Coverage of Terrorism
Through the night of September 11, 2001, photographer Peter Turnley took refuge in a second-floor office in a clothing store, its windows blown out by the force of the attack on the World Trade Center. As he tried to absorb what he was seeing, he documented the devastation. At dawn, he moved close to the site and fastened his journalistic eye on faces whose expressions evoke our feelings of loss. From covering war, Turnley knew that “the most important pictures…are after the battle, when one sees the human impact.”
The forgotten town of Alto Hospicio (Shelter in the Heights), which lies amid the torrid, windy sand of a relentless Chilean northern desert, tragically came to life last year. From mid-2000 through 2001, every other month, 13- to 16-year-old girls disappeared from the streets. They’d leave home on their way to school one morning and never be seen again.
In frantic despair and begging for help, each of their families, who were low-class, mostly unemployed workers who survived on the leftovers of the nearby port of Iquique, summoned the police and the authorities. But there wasn’t a clue. Combined with the complete failure of police investigations, the message sent by varying authorities was an inconceivable “you better forget about them.” Those girls had probably left by themselves, they’d say, looking for better opportunities elsewhere, or had been convinced by third parties to do so. In both cases, they had surely hit the big cities and had become what everybody expected from them: prostitutes. Case closed.
Further, the police would tell families that their daughters had left, not wanting to stay anymore with them for one of these reasons: alcoholic father beats mother; stepfather rapes stepdaughter; both parents jobless, violent and or depressed; no future in town.

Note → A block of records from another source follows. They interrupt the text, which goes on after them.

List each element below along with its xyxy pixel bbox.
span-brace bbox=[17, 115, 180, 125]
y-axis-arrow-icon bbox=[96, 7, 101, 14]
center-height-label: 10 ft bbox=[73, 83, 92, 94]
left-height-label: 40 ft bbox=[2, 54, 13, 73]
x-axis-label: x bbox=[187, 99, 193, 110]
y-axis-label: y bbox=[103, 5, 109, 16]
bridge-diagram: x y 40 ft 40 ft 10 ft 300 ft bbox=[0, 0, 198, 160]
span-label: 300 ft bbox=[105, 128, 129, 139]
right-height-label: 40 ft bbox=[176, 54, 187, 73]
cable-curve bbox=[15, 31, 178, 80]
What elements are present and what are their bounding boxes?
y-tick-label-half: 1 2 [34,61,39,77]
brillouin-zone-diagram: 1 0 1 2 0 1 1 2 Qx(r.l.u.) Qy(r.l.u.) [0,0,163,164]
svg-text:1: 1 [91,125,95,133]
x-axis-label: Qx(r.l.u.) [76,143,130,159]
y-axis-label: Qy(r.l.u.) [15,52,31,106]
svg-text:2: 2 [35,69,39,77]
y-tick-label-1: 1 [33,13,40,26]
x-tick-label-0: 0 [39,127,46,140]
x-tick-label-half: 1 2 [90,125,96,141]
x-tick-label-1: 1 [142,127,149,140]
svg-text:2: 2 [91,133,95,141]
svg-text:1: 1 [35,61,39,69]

The families organized themselves and kept demanding answers. But nothing happened until last October, when a 13-year-old girl was found bleeding, almost unconscious, walking out of a rubbish dump outside of town. This ninth victim of a psychotic serial killer had survived. She had been kidnapped and raped by a 35-year-old taxi driver who had left her naked, covered with stones, and had told her he would come back the next day to throw her into an old well, where he had buried eight other girls before her. Public opinion was overwhelmed.
Chilean news media, mostly led by men, had followed exactly what the police said about this case. Conversely, feature stories in magazines and TV and newspaper supplements, mostly directed by women, would bring up the story of the town, the way of life of its people, and the issue of unemployment. But, in either case, there was no additional research done on these cases, even though a year before this final kidnapping sociologist Doris Cooper mentioned the possibility of a serial killer. She had urged authorities to look at the pattern—all girls, the same ages, same schools, same town, every other month. But nobody, not even the police, followed her theory. “If I hadn’t been a woman,” she’d say later, “maybe somebody would have listened.” Instead, during these 18 months, most agreed that the girls had run away from dysfunctional parents and left town. There were even sources who dared to say the families had probably sold their daughters for sexual trade.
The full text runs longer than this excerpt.